Published online by Cambridge University Press: 02 September 2013
Mr. W. J. Shepard, in a review of my work, Die moderne Demokratie, remarks that I have forgotten its spirit in the study of its forms. “It is not the vitalizing spirit,” he writes, “the impelling motive force, the broadly based popular sentiment of democracy that is of interest, but only the forms and mechanism ‥‥ of democratic-republican states.” Now I have in the fifth chapter of the second book presented the theory of political democracy, in the sixth that of social democracy, and in the seventh that of democratic socialism; and in the first of these three chapters I have discussed popular sovereignty and active citizenship, the supremacy of the majority in a democracy, the unlimited constituent power of the people (pouvoir constituant), in which European science has conceived the essence of this form of the state to reside in contradistinction to other forms. But Mr. Shepard has a different conception of its nature. He has raised an interesting question in this connection which I should like to discuss in the following pages.
Brief though his statement on this point is, no one can doubt that he considers the supremacy of public opinion as the essence of democracy, since he writes: “No discussion of the nature, elements and effects of public opinion, no appreciation of the spirit of democracy is to be found in the covers of this volume.” As a matter of fact I have treated of this subject in the above-mentioned first division of the fifth chapter, which is devoted to the discussion of popular sovereignty, though certainly in the brief compass which appeared to me sufficient for the understanding of the nature of democracy.
1 In the American Political Science Review, November 1913.
Comments
No Comments have been published for this article.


→ Problem to work on
An exact copy of each line below is needed, with no images in it.

(Data entries for graphics)
# # # #
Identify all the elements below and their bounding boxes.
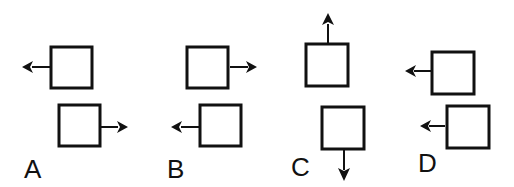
option-a-bottom-square [59, 105, 100, 146]
option-d-label: D [418, 148, 437, 178]
option-d: D [405, 52, 489, 178]
arrow-right-icon [230, 61, 257, 73]
option-b-label: B [167, 154, 184, 184]
arrow-up-icon [322, 13, 334, 43]
arrow-down-icon [338, 150, 350, 181]
option-a-label: A [24, 154, 42, 184]
arrow-left-icon [420, 120, 445, 132]
arrow-left-icon [171, 121, 199, 133]
option-d-bottom-square [447, 106, 489, 148]
option-b-top-square [187, 47, 228, 88]
option-a: A [22, 47, 128, 184]
option-c-top-square [306, 44, 348, 86]
option-c: C [291, 13, 364, 182]
arrow-right-icon [100, 121, 128, 133]
option-b: B [167, 47, 257, 184]
option-c-label: C [291, 152, 310, 182]
option-b-bottom-square [200, 105, 241, 146]
options-diagram: A B C [0, 0, 514, 187]
arrow-left-icon [22, 61, 51, 73]
arrow-left-icon [405, 65, 431, 77]
option-a-top-square [51, 47, 92, 88]
option-c-bottom-square [322, 107, 364, 149]
option-d-top-square [432, 52, 474, 94]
# # # #
→ Solution for this exercise
Identify all the elements below and their bounding boxes.
option-a-bottom-square [59, 105, 100, 146]
option-d-label: D [418, 148, 437, 178]
option-d: D [405, 52, 489, 178]
arrow-right-icon [230, 61, 257, 73]
option-b-label: B [167, 154, 184, 184]
arrow-up-icon [322, 13, 334, 43]
arrow-down-icon [338, 150, 350, 181]
option-a-label: A [24, 154, 42, 184]
arrow-left-icon [420, 120, 445, 132]
arrow-left-icon [171, 121, 199, 133]
option-d-bottom-square [447, 106, 489, 148]
option-b-top-square [187, 47, 228, 88]
option-a: A [22, 47, 128, 184]
option-c-top-square [306, 44, 348, 86]
option-c: C [291, 13, 364, 182]
arrow-right-icon [100, 121, 128, 133]
option-b: B [167, 47, 257, 184]
option-c-label: C [291, 152, 310, 182]
option-b-bottom-square [200, 105, 241, 146]
options-diagram: A B C [0, 0, 514, 187]
arrow-left-icon [22, 61, 51, 73]
arrow-left-icon [405, 65, 431, 77]
option-a-top-square [51, 47, 92, 88]
option-c-bottom-square [322, 107, 364, 149]
option-d-top-square [432, 52, 474, 94]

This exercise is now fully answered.